When a Board Member Breaks Confidentiality
April 01, 2016
Appears in April 2016: School Administrator.
Board-Savvy Superintendent
Barb Bagwell is a retired teacher who was active in the school district’s teachers’ union, serving as an officer and a member of the contract negotiating team. She has just been elected to the school board and has plenty of ideas for how to change things.
The superintendent, Donna Danning (like Bagwell, a pseudonym), senses trouble but keeps a positive outlook. She is encouraged when Bagwell seems reasonable during a closed board session concerning upcoming contract negotiations with the teachers’ union.
“We will need the board to set some parameters for the negotiating team,” the superintendent offers. “The teachers are asking for a 6 percent raise. Our financial team tells us that we can accommodate 2 percent to 3 percent.”
After a lengthy discussion, the board authorizes the superintendent to put 3 percent on the table.
Negotiating Session
The next week the negotiating teams for the teachers and the district are back together. Danning asks her assistant superintendent for business to summarize the district’s financial picture, which he does with graphs, tables and smooth talking. Next, the superintendent lays out the district’s highest and best offer of a 3 percent raise.
The chief negotiator for the teachers’ union, Sally Sitwell, smiles and thanks the superintendent. “Thanks for your offer, Donna, but we know there are board members willing to go much higher, so we are sticking with our original request of 6 percent. We think it is reasonable, and we know there is support on the board.”
The superintendent and the rest of the district’s bargaining team are taken aback. How could the union negotiator know what numbers the board was discussing in a closed, confidential session? The superintendent feels her bargaining position has been compromised because the union appears to have inside information.
Favored Options
The superintendent suspects Bagwell has leaked confidential information to her union friends. What should she do about it?
Option 1: Call Bagwell and ask her if she has been leaking confidential information to the teachers’ union.Although generally a good idea to be straightforward with board members, Bagwell may perceive Danning is attacking her. The result: The superintendent has created an enemy on the board.
Option 2: Ask the board president to talk to Bagwell.In this approach, the superintendent loses control of the situation because she will not know what Bagwell and the board president discussed. Instead, the superintendent perhaps should tell the board president what happened during negotiations at their weekly meeting. Then Danning will have the president’s support when next raising the issue of confidentiality.
Option 3: Confront Bagwell at the board’s next closed session. It’s never ideal to accuse someone without evidence, and even with evidence, it is not wise to humiliate someone in front of colleagues. This approach could long sour the relationship between the two.
Option 4: At the next closed board session, discuss what happened at the negotiating meeting — that is, the teachers’ union had confidential information. This gives Bagwell a chance to come clean, if she was the one who leaked information, without accusing her. It also gives the superintendent and board a chance to discuss the importance of maintaining confidentiality of anything said in closed session.
Option 5: Hold a workshop for the board members on board duties and responsibilities. This training is called for and could be implemented on top of Option 4.
A Teachable Moment
The superintendent seeks a solution that accomplishes two goals — stopping leaks and maintaining strong working relations with all board members. The first three options can seriously injure her relationship with Bagwell and may not prevent leaks. Options 4 and 5 meet both goals and enable the superintendent to turn the problem into a teachable moment, which improves the professionalism of board members.
Richard Mayer is a school board member in the Goleta Union School District in Goleta, Calif., and a professor of psychology at the University of California, Santa Barbara. He is author of How Not to Be a Terrible School Board Member (Corwin Press).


## The task
Filter these entries down to lines holding "Responsive".

## Material shown
════════

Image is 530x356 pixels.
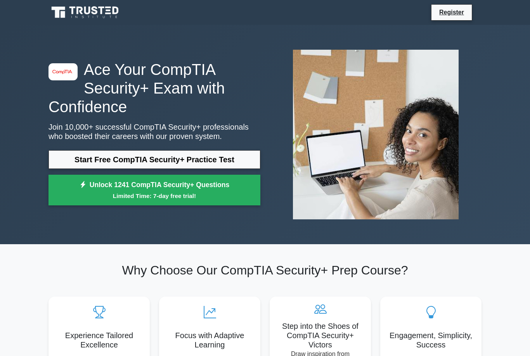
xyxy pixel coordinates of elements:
[48,263,481,277] h2: Why Choose Our CompTIA Security+ Prep Course?
[58,191,251,200] small: Limited Time: 7-day free trial!
[276,321,365,349] h5: Step into the Shoes of CompTIA Security+ Victors
[165,330,254,349] h5: Focus with Adaptive Learning
[48,150,260,169] a: Start Free CompTIA Security+ Practice Test
[48,122,260,141] p: Join 10,000+ successful CompTIA Security+ professionals who boosted their careers with our proven...
[48,175,260,206] a: Unlock 1241 CompTIA Security+ QuestionsLimited Time: 7-day free trial!
[434,7,468,17] a: Register
[55,330,143,349] h5: Experience Tailored Excellence
[48,60,260,116] h1: Ace Your CompTIA Security+ Exam with Confidence
[386,330,475,349] h5: Engagement, Simplicity, Success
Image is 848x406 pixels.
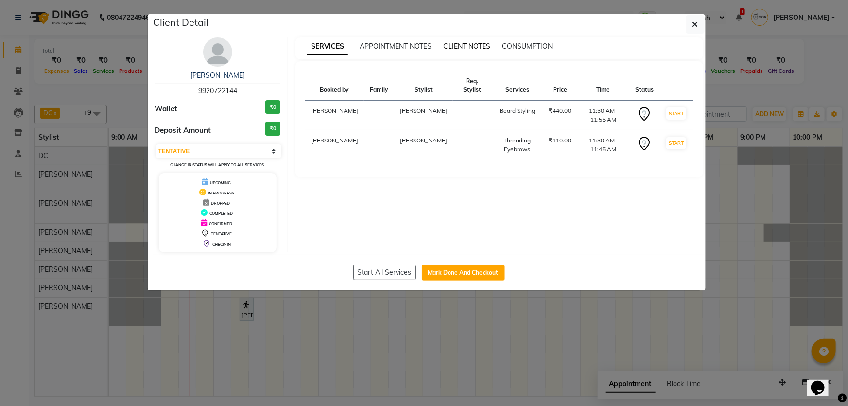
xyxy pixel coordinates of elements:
[212,241,231,246] span: CHECK-IN
[453,101,491,130] td: -
[208,190,234,195] span: IN PROGRESS
[577,101,630,130] td: 11:30 AM-11:55 AM
[629,71,659,101] th: Status
[305,130,364,160] td: [PERSON_NAME]
[400,137,447,144] span: [PERSON_NAME]
[364,71,394,101] th: Family
[265,100,280,114] h3: ₹0
[364,101,394,130] td: -
[577,130,630,160] td: 11:30 AM-11:45 AM
[453,130,491,160] td: -
[198,86,237,95] span: 9920722144
[666,137,686,149] button: START
[155,103,178,115] span: Wallet
[203,37,232,67] img: avatar
[190,71,245,80] a: [PERSON_NAME]
[666,107,686,120] button: START
[154,15,209,30] h5: Client Detail
[305,71,364,101] th: Booked by
[497,106,537,115] div: Beard Styling
[353,265,416,280] button: Start All Services
[422,265,505,280] button: Mark Done And Checkout
[209,221,232,226] span: CONFIRMED
[497,136,537,154] div: Threading Eyebrows
[360,42,431,51] span: APPOINTMENT NOTES
[305,101,364,130] td: [PERSON_NAME]
[577,71,630,101] th: Time
[155,125,211,136] span: Deposit Amount
[443,42,490,51] span: CLIENT NOTES
[549,106,571,115] div: ₹440.00
[307,38,348,55] span: SERVICES
[502,42,552,51] span: CONSUMPTION
[394,71,453,101] th: Stylist
[549,136,571,145] div: ₹110.00
[491,71,543,101] th: Services
[265,121,280,136] h3: ₹0
[543,71,577,101] th: Price
[453,71,491,101] th: Req. Stylist
[211,201,230,206] span: DROPPED
[400,107,447,114] span: [PERSON_NAME]
[364,130,394,160] td: -
[209,211,233,216] span: COMPLETED
[807,367,838,396] iframe: chat widget
[170,162,265,167] small: Change in status will apply to all services.
[210,180,231,185] span: UPCOMING
[211,231,232,236] span: TENTATIVE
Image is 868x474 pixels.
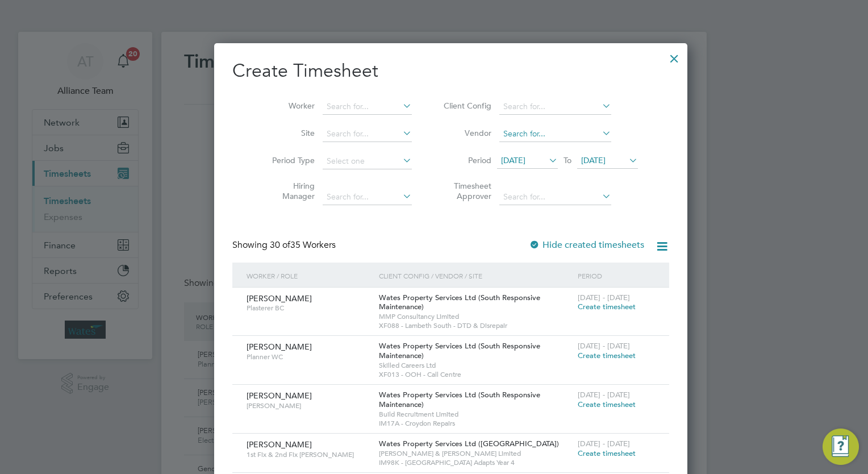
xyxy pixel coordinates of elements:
[577,293,630,302] span: [DATE] - [DATE]
[440,128,491,138] label: Vendor
[577,390,630,400] span: [DATE] - [DATE]
[246,439,312,450] span: [PERSON_NAME]
[379,361,572,370] span: Skilled Careers Ltd
[379,458,572,467] span: IM98K - [GEOGRAPHIC_DATA] Adapts Year 4
[246,401,370,411] span: [PERSON_NAME]
[264,100,315,111] label: Worker
[501,155,525,166] span: [DATE]
[379,419,572,428] span: IM17A - Croydon Repairs
[264,155,315,166] label: Period Type
[264,128,315,138] label: Site
[246,304,370,313] span: Plasterer BC
[243,262,376,289] div: Worker / Role
[499,189,611,205] input: Search for...
[246,450,370,459] span: 1st Fix & 2nd Fix [PERSON_NAME]
[577,439,630,449] span: [DATE] - [DATE]
[232,239,338,252] div: Showing
[577,350,636,361] span: Create timesheet
[323,153,412,169] input: Select one
[246,390,312,401] span: [PERSON_NAME]
[379,439,559,449] span: Wates Property Services Ltd ([GEOGRAPHIC_DATA])
[529,239,644,251] label: Hide created timesheets
[379,312,572,321] span: MMP Consultancy Limited
[246,342,312,352] span: [PERSON_NAME]
[577,400,636,409] span: Create timesheet
[323,99,412,115] input: Search for...
[581,155,606,166] span: [DATE]
[379,321,572,330] span: XF088 - Lambeth South - DTD & Disrepair
[379,390,540,409] span: Wates Property Services Ltd (South Responsive Maintenance)
[269,239,336,251] span: 35 Workers
[440,100,491,111] label: Client Config
[440,155,491,166] label: Period
[499,99,611,115] input: Search for...
[379,410,572,419] span: Build Recruitment Limited
[577,302,636,312] span: Create timesheet
[232,59,669,83] h2: Create Timesheet
[379,293,540,312] span: Wates Property Services Ltd (South Responsive Maintenance)
[269,239,291,251] span: 30 of
[264,181,315,201] label: Hiring Manager
[499,126,611,142] input: Search for...
[577,341,630,350] span: [DATE] - [DATE]
[323,189,412,205] input: Search for...
[323,126,412,142] input: Search for...
[560,153,575,168] span: To
[379,370,572,379] span: XF013 - OOH - Call Centre
[440,181,491,201] label: Timesheet Approver
[246,353,370,361] span: Planner WC
[379,449,572,458] span: [PERSON_NAME] & [PERSON_NAME] Limited
[379,341,540,361] span: Wates Property Services Ltd (South Responsive Maintenance)
[575,262,658,289] div: Period
[822,429,859,465] button: Engage Resource Center
[577,449,636,458] span: Create timesheet
[376,262,575,289] div: Client Config / Vendor / Site
[246,294,312,304] span: [PERSON_NAME]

════════

## Written response
[379,390,540,409] span: Wates Property Services Ltd (South Responsive Maintenance)
[379,293,540,312] span: Wates Property Services Ltd (South Responsive Maintenance)
[379,341,540,361] span: Wates Property Services Ltd (South Responsive Maintenance)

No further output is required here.